Nova was about to ask something—what, she wasn't sure—when the masked Quartus observer emerged from the shadows. The crowd split around them with unconscious precision, as if repelled by the agent’s presence. Nova studied the mask: a blank surface except for three angled slashes, matte and impossible to read. The agent was small, nondescript, but the aura of command was unmistakable. The agent approached, stopped just inside the comfort radius, and spoke in a voice that sounded like it had been pitched somewhere between pleasant and ominous.
"Nova Ardent. Please confirm your readiness for evaluation. Transportation is waiting."
It wasn't a request.
Nova’s first instinct was to refuse, walk out, vanish into the lower city and disappear until the whole thing blew over. But that would mean forfeiting the answers she wanted. About the code. About her brother. About why, when she played, she felt less like a pilot and more like the ship itself.
So she nodded, just once, and replied, "Ready."
The Quartus agent’s eyes—if there were any—were lost behind the mask. But the slightest tip of the head suggested satisfaction. "Follow me. Leave your bag."
Nova hesitated, then slung the carry case over her shoulder anyway. She wasn’t about to trust Quartus with her hardware.
They moved through the crowd, which parted in waves, most faces hungry for drama, a few looking at Nova as if she’d just stepped onto a sacrificial altar. The masked agent led her past the regular checkpoints, down a side corridor lined with polycrete and flickering safety tape. At the end, an elevator waited, the kind that required both biometric and passcode for entry.
The agent entered the code—Nova watched, mapping the sequence from the rhythm of the fingers—and then held a palm to the scanner. The doors hissed open, revealing a small, elegant compartment with no buttons at all.
"Step in," the agent said.
Nova did. As the doors closed, she felt her scalp prickle, the faintest surge of static. Shielding went up, and suddenly the rest of the world was gone.
The agent turned to her, mask reflecting Nova's own weary, defiant face. "You should know," the agent said, "that Quartus isn’t interested in games. What you did in there was… unprecedented. The AI froze. It failed its own validation. We believe you caused it pain."
Nova blinked. "It was just code."
"Was it?" The agent's voice never shifted from its even, calm register. "Our systems registered feedback that should not exist. Emotional resonance. Synthetic distress. We ran the scenario thirty times before, never saw anything like it."
Nova didn’t know what to say to that. She remembered the moment in the sim, the fleeting sense that Gilgamesh had hesitated, as if aware. She’d dismissed it as projection, the kind of anthropomorphizing that got new cadets weepy over lost NPCs.

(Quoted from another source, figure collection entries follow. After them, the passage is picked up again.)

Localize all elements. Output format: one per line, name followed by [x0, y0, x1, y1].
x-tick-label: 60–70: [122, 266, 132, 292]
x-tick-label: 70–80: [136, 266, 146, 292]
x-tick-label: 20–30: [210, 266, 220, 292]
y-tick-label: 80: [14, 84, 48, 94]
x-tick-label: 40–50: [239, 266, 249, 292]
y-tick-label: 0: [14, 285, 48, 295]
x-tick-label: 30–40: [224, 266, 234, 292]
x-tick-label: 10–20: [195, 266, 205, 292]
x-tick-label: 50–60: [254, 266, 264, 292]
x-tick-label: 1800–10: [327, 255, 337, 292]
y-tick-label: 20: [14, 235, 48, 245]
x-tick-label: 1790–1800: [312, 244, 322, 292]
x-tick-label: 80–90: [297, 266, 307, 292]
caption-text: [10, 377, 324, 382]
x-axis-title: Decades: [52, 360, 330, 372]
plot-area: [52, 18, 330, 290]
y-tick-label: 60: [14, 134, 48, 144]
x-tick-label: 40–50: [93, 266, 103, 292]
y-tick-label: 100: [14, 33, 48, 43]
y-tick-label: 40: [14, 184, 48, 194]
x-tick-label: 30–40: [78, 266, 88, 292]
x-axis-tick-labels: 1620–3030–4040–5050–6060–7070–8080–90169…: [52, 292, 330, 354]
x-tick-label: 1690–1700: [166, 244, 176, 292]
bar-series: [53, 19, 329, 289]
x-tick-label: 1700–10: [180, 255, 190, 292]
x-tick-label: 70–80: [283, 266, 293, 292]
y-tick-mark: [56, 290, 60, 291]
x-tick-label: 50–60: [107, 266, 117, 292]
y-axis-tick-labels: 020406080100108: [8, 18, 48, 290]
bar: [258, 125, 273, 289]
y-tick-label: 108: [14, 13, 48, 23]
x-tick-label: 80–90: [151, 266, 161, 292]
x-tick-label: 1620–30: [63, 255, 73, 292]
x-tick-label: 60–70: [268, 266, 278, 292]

The elevator stopped with a barely perceptible lurch. The doors opened onto a private corridor, all pristine lighting and the faint scent of ionized air. She followed the agent through two security thresholds, each requiring increasingly invasive scans. At the last, the agent turned.

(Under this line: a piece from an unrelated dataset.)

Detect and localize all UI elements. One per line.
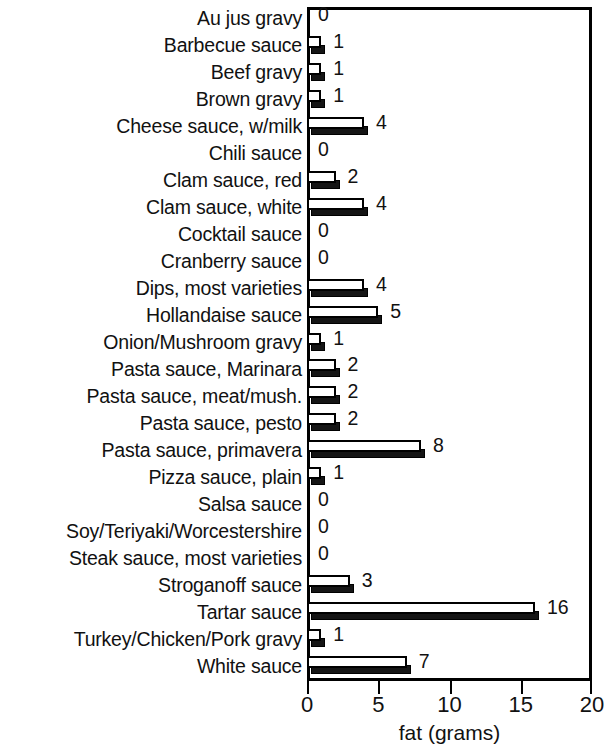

"Remove all neural augmentation," they said. "Nothing enters the chamber but you."
Nova bristled. "The gloves stay with me."
The agent considered, then nodded. "Fine. But if you use them to disrupt the process, you’ll regret it."
Nova didn’t bother with bravado. She stripped the gloves off and tucked them into her waistband, then stepped forward as the door unsealed with a hiss.
The chamber was small, ringed with holo projectors and what looked like medical equipment. In the center, a translucent chair awaited, cables and gel pads already extended. Nova sat, feeling the seat cool and clinical under her.
A technician—not masked, but clearly Quartus—entered, silent and precise. They placed a circlet of electrodes on Nova’s head, adjusted the settings, and retreated without a word. The agent remained, but moved to the shadows, a silent observer.
The test began. First, standard cognitive evaluations—pattern matching, logic, reaction times. Nova aced them without thinking. Then, a shift: virtual constructs designed to test emotional response, empathy triggers, even simulated pain. Each time, Nova felt a surge of resonance—sometimes clear, sometimes like a shiver just beneath her skin.
She recognized the tactics. They were looking for the ghost in the machine.
In the final test, they loaded the same simulation from the tournament, only this time, Nova faced Gilgamesh not as a rival, but as an ally. The AI greeted her with the same predatory smile, but in this version, it seemed wary. Reluctant.
"You hurt me," it said, voice identical to the one from before, only softer.
Nova hesitated, her fingers ghosting over the controls. "It was the only way to win," she said, and felt a sharp spike of guilt, real and immediate.
The AI regarded her for a moment. "Will you do it again?"
Nova took a breath, felt the weight of expectation pressing in from the real world. "If I must."
The simulation ended. The lights returned to normal.
The agent stepped forward, mask unreadable as always. "You have what we call code empathy. Rare. Unpredictable. Potentially dangerous."
Nova looked up, sweat pooling at the base of her neck. "Is that what this is about? You want to study me?"
The agent shrugged. "Not just study. Train. You’ve been accepted to Sol-86, full scholarship. But there will be obligations."
Nova let the news wash over her. The old ache of her brother’s absence flared, then receded. She’d known this was coming, in some way, all her life.
"Okay," she said. "I’m in."
The agent nodded, once, as if closing a contract.
In the hallway, Nova paused, letting the exhaustion catch up. She could already feel the shape of her future, equal parts terrifying and inevitable. She glanced at her hands, the tremor still there, faint but persistent.
She smiled to herself, a little wild at the edges.
Whatever they wanted, she’d give them more than they bargained for.